Developer: I’ve Walked Away From Projects Because of Parking Minimums

Parking minimums forced Alan Bell to put a parking lot directly next to the playground in this East New York building. It sits almost completely unused.

Housing is harder to build, more expensive, and often lower-quality as a result of the city’s parking regulations, according to one New York City developer.

Alan Bell was a high-ranking housing official in the Koch administration before co-founding the Hudson Companies in 1986. Since then, Hudson has built 4,250 affordable and market-rate housing units in the New York metro area, along with another 2,000 units under development.

Hudson might have built more housing were it not for parking minimums, however. Bell said in an interview that he’s walked away from a number of projects because he couldn’t make the required parking fit or evade the parking minimums by subdividing the development into small pieces. “One comes to mind on Grand Street in East Williamsburg. You couldn’t get out with the waiver because you’re building too many units.”

Without the ability to claim an exemption from parking minimums, the economics of the development didn’t add up. “If you have a modest size building, it’s really prohibitive,” said Bell. In addition to the direct costs of building structured parking, which Bell said can range from $25,000 to $50,000 per space, making room for the parking can also reduce revenues. “If you’re up against other buildings on both sides, you’re going to have to reduce your perimeter retail frontage because you need an entrance for a garage.”

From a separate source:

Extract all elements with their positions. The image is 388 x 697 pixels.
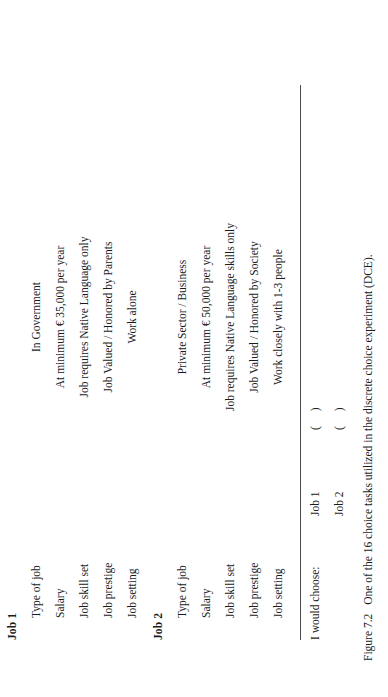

Other times, said Bell, he’s able to manipulate the structure of the development to ensure that he can avoid parking minimums. In East New York, he divided one project into four different five to six story buildings. “We just played around with the unit mixes so that we could get each of them under the waiver.” Had he not been trying to avoid the parking regulations, said Bell, “theoretically, we could have built more units.” (In practice, a different set of city regulations would have prevented that at this particular site, even without the parking requirements.)

Sometimes there’s no way to avoid the parking minimums. Another East New York project of Bell’s has 179 units, enough that parking would be required even if the building were subdivided into pieces. To comply with the law, Bell built 62 surface parking spaces. “I have five takers,” he said. The rest sit empty. “Now instead of a big green backyard around the play area, I have this macadam. You just say why?”

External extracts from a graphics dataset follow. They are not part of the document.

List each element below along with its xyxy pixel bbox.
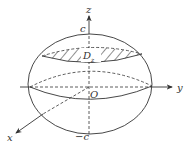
bottom-intercept-label: −c — [75, 131, 89, 142]
x-axis-label: x — [7, 132, 13, 143]
x-axis-arrow — [16, 114, 43, 133]
top-intercept-label: c — [80, 23, 86, 34]
y-axis-label: y — [176, 82, 183, 93]
x-axis-inner — [43, 87, 89, 114]
section-label: D z — [81, 48, 101, 63]
back-ellipse-dashed — [30, 71, 152, 87]
ellipsoid-diagram: z y x O c −c D z — [0, 0, 185, 149]
origin-label: O — [90, 89, 98, 100]
z-axis-label: z — [85, 4, 92, 15]
svg-text:D: D — [82, 50, 91, 61]
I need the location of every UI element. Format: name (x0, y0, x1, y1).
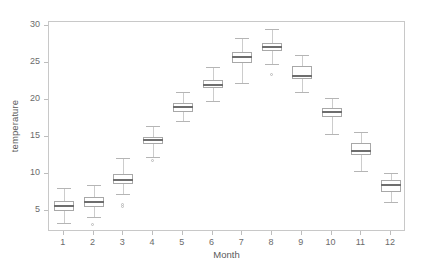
plot-area (49, 22, 404, 230)
plot-frame (48, 21, 405, 231)
y-tick-label: 20 (24, 93, 40, 103)
x-tick-label: 1 (54, 237, 72, 247)
x-tick-label: 12 (381, 237, 399, 247)
figure-caption-area (0, 262, 423, 268)
x-tick-label: 11 (351, 237, 369, 247)
x-tick-mark (271, 231, 272, 235)
x-tick-mark (93, 231, 94, 235)
y-tick-label: 5 (24, 204, 40, 214)
boxplot-upper-cap (384, 173, 398, 174)
y-tick-label: 15 (24, 130, 40, 140)
x-tick-mark (122, 231, 123, 235)
x-tick-label: 2 (84, 237, 102, 247)
x-tick-label: 9 (292, 237, 310, 247)
x-tick-label: 10 (322, 237, 340, 247)
x-tick-mark (63, 231, 64, 235)
x-tick-mark (212, 231, 213, 235)
y-tick-label: 30 (24, 19, 40, 29)
y-axis-label-container: temperature (9, 21, 23, 231)
x-tick-label: 3 (113, 237, 131, 247)
boxplot-lower-cap (384, 202, 398, 203)
x-tick-mark (331, 231, 332, 235)
boxplot-lower-whisker (391, 192, 392, 202)
x-tick-label: 6 (203, 237, 221, 247)
boxplot-median-line (381, 184, 401, 186)
x-axis-label: Month (48, 249, 405, 260)
x-tick-mark (301, 231, 302, 235)
x-tick-label: 8 (262, 237, 280, 247)
x-tick-mark (152, 231, 153, 235)
x-tick-mark (241, 231, 242, 235)
y-tick-label: 25 (24, 56, 40, 66)
x-tick-label: 7 (232, 237, 250, 247)
boxplot-upper-whisker (391, 173, 392, 180)
x-tick-label: 4 (143, 237, 161, 247)
y-axis-label: temperature (9, 21, 23, 231)
y-tick-label: 10 (24, 167, 40, 177)
boxplot-group (49, 22, 406, 230)
x-tick-mark (360, 231, 361, 235)
boxplot-figure: temperature 51015202530 123456789101112 … (0, 0, 423, 268)
x-tick-mark (182, 231, 183, 235)
x-tick-mark (390, 231, 391, 235)
x-tick-label: 5 (173, 237, 191, 247)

The developer at The Crest, on ##http://www.streetsblog.org/2008/02/06/new-york-can-do-better-than-the-new-fourth-avenue/##Brooklyn's Fourth Avenue##, decided it was worth sacrificing ground floor retail to make room for parking.

Bell identified Brooklyn’s Fourth Avenue as another design casualty of parking minimums, pointing to buildings like Boymelgreen Developers’ much-maligned Crest and Novo apartment buildings. The large buildings there were required to include parking, but subway lines under the street made putting it underground cost prohibitive. “[Boymelgreen] made the calculation that he’d rather sacrifice having retail on the ground floor in exchange for not putting the parking below ground, it was so expensive,” said Bell. The result is a series of buildings that are utterly indifferent to pedestrian life, presenting blank walls and parking to the sidewalk.

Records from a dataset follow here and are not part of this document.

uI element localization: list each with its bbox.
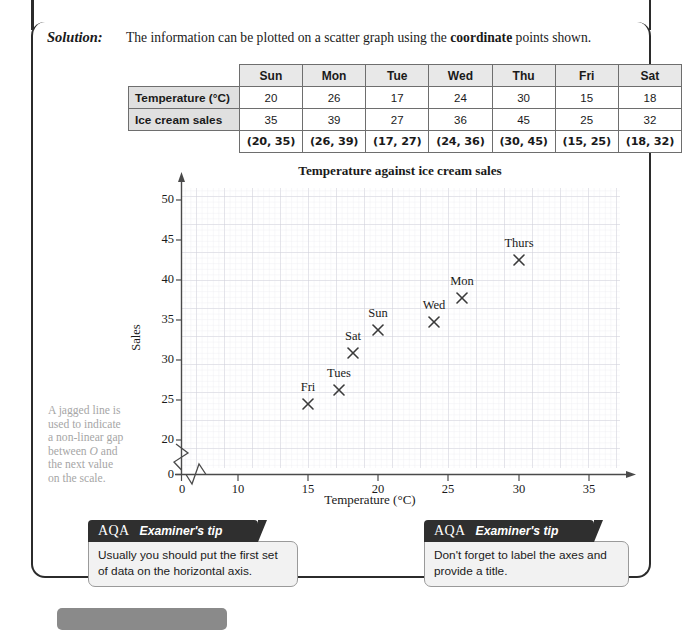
y-tick-label: 30 xyxy=(146,352,174,367)
examiners-tip-header: AQA Examiner's tip xyxy=(424,520,594,542)
y-axis-arrow xyxy=(178,172,185,182)
point-label-mon: Mon xyxy=(432,274,492,289)
examiners-tip-left: AQA Examiner's tip Usually you should pu… xyxy=(88,520,298,587)
side-note-line-5: the next value xyxy=(48,458,113,471)
examiners-tip-body: Don't forget to label the axes and provi… xyxy=(424,541,629,587)
y-tick-label: 50 xyxy=(146,192,174,207)
x-tick-label: 25 xyxy=(434,482,462,497)
examiners-tip-right: AQA Examiner's tip Don't forget to label… xyxy=(424,520,629,587)
point-label-thurs: Thurs xyxy=(489,236,549,251)
point-label-wed: Wed xyxy=(404,298,464,313)
point-label-sun: Sun xyxy=(348,306,408,321)
side-note-line-3: a non-linear gap xyxy=(48,431,123,444)
y-tick-label: 25 xyxy=(146,392,174,407)
side-note-line-1: A jagged line is xyxy=(48,404,120,417)
x-axis-arrow xyxy=(626,471,636,478)
x-tick-label: 30 xyxy=(505,482,533,497)
x-axis-ticks xyxy=(182,475,590,481)
aqa-logo: AQA xyxy=(98,523,130,539)
side-note-line-4a: between xyxy=(48,445,90,458)
examiners-tip-header: AQA Examiner's tip xyxy=(88,520,258,542)
y-tick-label: 0 xyxy=(146,467,174,482)
y-tick-label: 35 xyxy=(146,312,174,327)
side-note-jagged-line: A jagged line is used to indicate a non-… xyxy=(48,404,134,486)
aqa-logo: AQA xyxy=(434,523,466,539)
x-tick-label: 0 xyxy=(168,482,196,497)
point-label-sat: Sat xyxy=(323,329,383,344)
point-label-tues: Tues xyxy=(309,366,369,381)
y-tick-label: 20 xyxy=(146,432,174,447)
side-note-line-2: used to indicate xyxy=(48,418,121,431)
x-tick-label: 10 xyxy=(224,482,252,497)
examiners-tip-body: Usually you should put the first set of … xyxy=(88,541,298,587)
examiners-tip-title: Examiner's tip xyxy=(140,524,223,538)
side-note-line-6: on the scale. xyxy=(48,472,106,485)
y-tick-label: 45 xyxy=(146,232,174,247)
examiners-tip-title: Examiner's tip xyxy=(476,524,559,538)
side-note-origin-symbol: O xyxy=(90,445,98,458)
x-tick-label: 35 xyxy=(575,482,603,497)
plot-gridlines xyxy=(182,188,620,468)
y-tick-label: 40 xyxy=(146,272,174,287)
x-tick-label: 15 xyxy=(294,482,322,497)
x-tick-label: 20 xyxy=(364,482,392,497)
bottom-section-tab xyxy=(57,608,227,630)
point-label-fri: Fri xyxy=(278,380,338,395)
side-note-line-4b: and xyxy=(98,445,118,458)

One solution Bell proposed is revising the zoning code so that parking minimums are eliminated in medium- or high-density districts near transit. Said Bell, “Historically, there’s no question, if I’m building near a subway stop, I’m going to attract a lot of people who don’t want a car or need a car. That’s proven in the marketplace.”

Although Hudson is a residential developer, Bell also urged the city to stop forcing so much parking into new retail centers like the East River Plaza, where 1,428 spaces sit empty. “It drives up the costs of the projects,” said Bell. “That comes out somewhere.” He placed the blame for these enormous parking lots directly at the feet of the public sector. “In the early days, it was the retailers asking for it. Now it’s the government.”